Grayhatwarfare public buckets

Collection of independent search engines focused on exposed buckets.

Profiles and emails

Hunter

Service to deduce construction patterns of corporate emails from domains.

hunter verify --email johndoe@apple.com | jq -r .data.score
hunter find --company example --full-name "John Doe" | jq -r .data.email
hunter search --domain example.com --department it | jq -r '.data.emails[] | "\(.value) \(.position)"'
hunter search --domain example.com --department it --offset 10 | jq -r '.data.emails[] | "\(.value) \(.position)"'

Email Hippo

Tools designed to check the syntactic validity and existence of email addresses.

Banners and metadata

Banners are messages that services display at the start of a connection, providing information such as software version, service type, or configuration. When these banners have been previously collected by search engines, it is possible to analyze them without establishing a direct connection.

Shodan

A search engine specializing in connected devices, allowing filtering by port, technology, location, or manufacturer. Some search options include:

  • hostname:<string> — match by hostname.
  • port:<n> — filter by open port.
  • org:"Org Name" — by organization.
  • product:"Apache httpd" — by product detected in banner.
  • os:"Ubuntu" — by detected operating system.
  • country:"US" — by country.
  • city:"New York" — by city.
  • http.title:"Example Page" — by HTTP title.
  • ssl.cert.subject.CN:"example.com" — by certificate CN.
  • ssl.cert.issuer.cn:"Let's Encrypt" — by certificate issuer.
  • vuln:CVE-2021-XXXXX — filter by known vulnerability.

WhatWeb

Passive fingerprinting aimed at identifying web technologies through known signatures, when working on previously indexed information.

Data breaches

Data breaches are a relevant source of information because they centralize leaked content, database fragments, credentials, or communications that have been disclosed publicly or semi-publicly. Analyzing these sources allows for the identification of whether email addresses, credentials, configurations, or sensitive fragments linked to an organization have appeared in past leaks, providing context about possible prior exposures and risk vectors.

Have I Been Pwned

Source to check if emails associated with the organization have appeared in public leaks.

Dehashed

Commercial database that allows searches by email, domain, hash, or username in large collections of leaks.

Intelligence X

Intelligence platform that indexes pastes, documents, filtered databases, and underground network content.

Snusbase

Search engine focused on correlating data in structured leaks.

BreachDirectory

Similar services that aggregate and allow queries on filtered databases.

ASN / netblocks / BGP

Analysis of ASNs (Autonomous System Numbers), IP ranges (netblocks), and BGP routing tables allows for understanding how an organization’s connectivity is structured. Autonomous systems define network blocks managed under a common routing policy. Knowing them helps to delineate the address space potentially associated with the target.

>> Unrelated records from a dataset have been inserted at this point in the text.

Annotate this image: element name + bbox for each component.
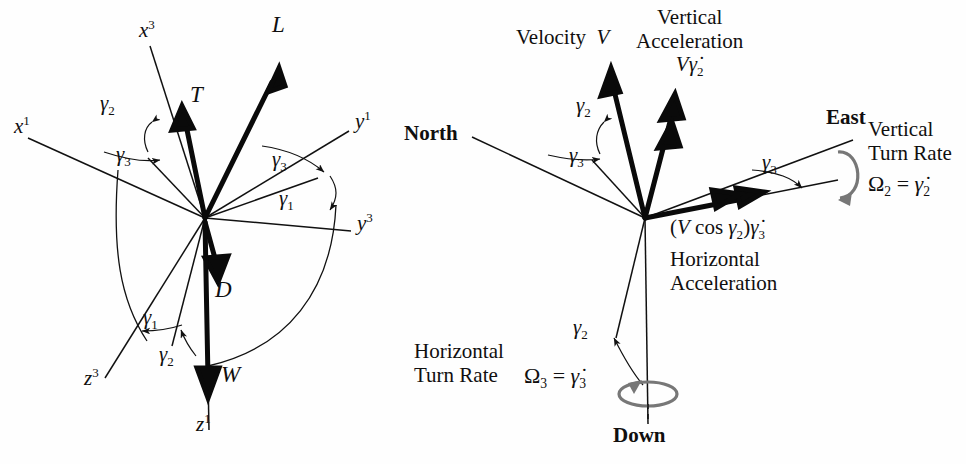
vector-label-vertical-acceleration: VerticalAccelerationVγ̇2 [636, 6, 743, 80]
angle-label-gamma3-left-right: γ3 [569, 144, 584, 171]
angle-arc-gamma1-right [330, 176, 336, 210]
axis-down-line [645, 218, 648, 424]
vector-diagram-svg [0, 0, 966, 464]
axis-z3-line [105, 218, 205, 378]
vector-horiz-accel-head1 [736, 188, 764, 206]
angle-label-gamma1-right: γ1 [279, 187, 294, 214]
force-label-thrust: T [190, 82, 203, 108]
axis-y3-line [205, 218, 351, 231]
angle-arc-gamma3-left [104, 152, 160, 161]
axis-label-x3: x3 [139, 18, 155, 43]
axis-label-north: North [404, 122, 458, 146]
axis-label-y3: y3 [357, 211, 373, 236]
construction-line-down-tilt [616, 218, 645, 338]
angle-label-gamma2-lower: γ2 [159, 343, 174, 370]
angle-label-gamma2-lower-right: γ2 [573, 316, 588, 343]
force-label-drag: D [215, 277, 232, 303]
left-angle-arcs [104, 122, 336, 356]
vertical-turn-rate-equation: Ω2 = γ̇2 [868, 172, 930, 200]
axis-label-z3: z3 [84, 366, 99, 391]
angle-arc-gamma2-upper-r [597, 122, 604, 154]
vector-velocity-shaft [613, 86, 645, 218]
angle-label-gamma3-left: γ3 [116, 143, 131, 170]
vector-velocity-head [601, 68, 620, 96]
axis-x3-line [150, 46, 205, 218]
angle-label-gamma2-upper-left: γ2 [100, 92, 115, 119]
vector-weight-head [197, 368, 219, 398]
left-force-vectors [172, 68, 285, 398]
axis-label-x1: x1 [14, 114, 30, 139]
horizontal-acceleration-label: HorizontalAcceleration [670, 248, 777, 295]
horizontal-turn-rate-equation: Ω3 = γ̇3 [524, 364, 586, 392]
axis-label-east: East [826, 106, 866, 130]
angle-label-gamma3-right: γ3 [272, 148, 287, 175]
angle-arc-gamma2-upper [145, 122, 152, 152]
vector-label-velocity: Velocity V [516, 26, 609, 50]
axis-label-y1: y1 [355, 109, 371, 134]
force-label-weight: W [221, 362, 240, 388]
angle-label-gamma1-lower: γ1 [143, 306, 158, 333]
angle-arc-gamma3-right-r [752, 170, 802, 188]
horizontal-turn-rate-spin-head [628, 380, 642, 394]
axis-label-z1: z1 [196, 412, 211, 437]
figure-canvas: x1 x3 y1 y3 z1 z3 L T D W γ2 γ3 γ3 γ1 γ1… [0, 0, 966, 464]
horizontal-turn-rate-label: HorizontalTurn Rate [414, 340, 504, 387]
angle-label-gamma2-upper-right: γ2 [576, 94, 591, 121]
vector-thrust-shaft [185, 120, 205, 218]
vector-thrust-head [172, 106, 193, 130]
vertical-turn-rate-spin-head [838, 192, 852, 206]
axis-label-down: Down [613, 424, 666, 448]
angle-arc-gamma2-lower-r [614, 338, 643, 385]
vector-vert-accel-head2 [658, 122, 680, 148]
vector-vert-accel-head1 [661, 94, 683, 120]
force-label-lift: L [272, 12, 285, 38]
axis-north-line [472, 137, 645, 218]
horizontal-acceleration-equation: (V cos γ2)γ̇3 [670, 216, 765, 243]
angle-label-gamma3-right-right: γ3 [762, 151, 777, 178]
vertical-turn-rate-spin [838, 152, 858, 198]
angle-arc-gamma2-lower [181, 330, 196, 356]
vector-weight-shaft [205, 222, 208, 378]
axis-east-line [645, 140, 853, 218]
vector-horiz-accel-head2 [712, 190, 740, 208]
vertical-turn-rate-label: VerticalTurn Rate [868, 118, 952, 165]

Hurricane Electric BGP Toolkit

It provides information about ASNs, advertised prefixes, and associated routes.

Team Cymru IP to ASN

Service to correlate IP addresses with ASNs and organizations.

RADb

Routing log database used to query network assignments.

PeeringDB

Platform that details routing relationships between providers and connected entities.

RIPEstat

Analytics service that centralizes information on IP addresses and registered autonomous systems.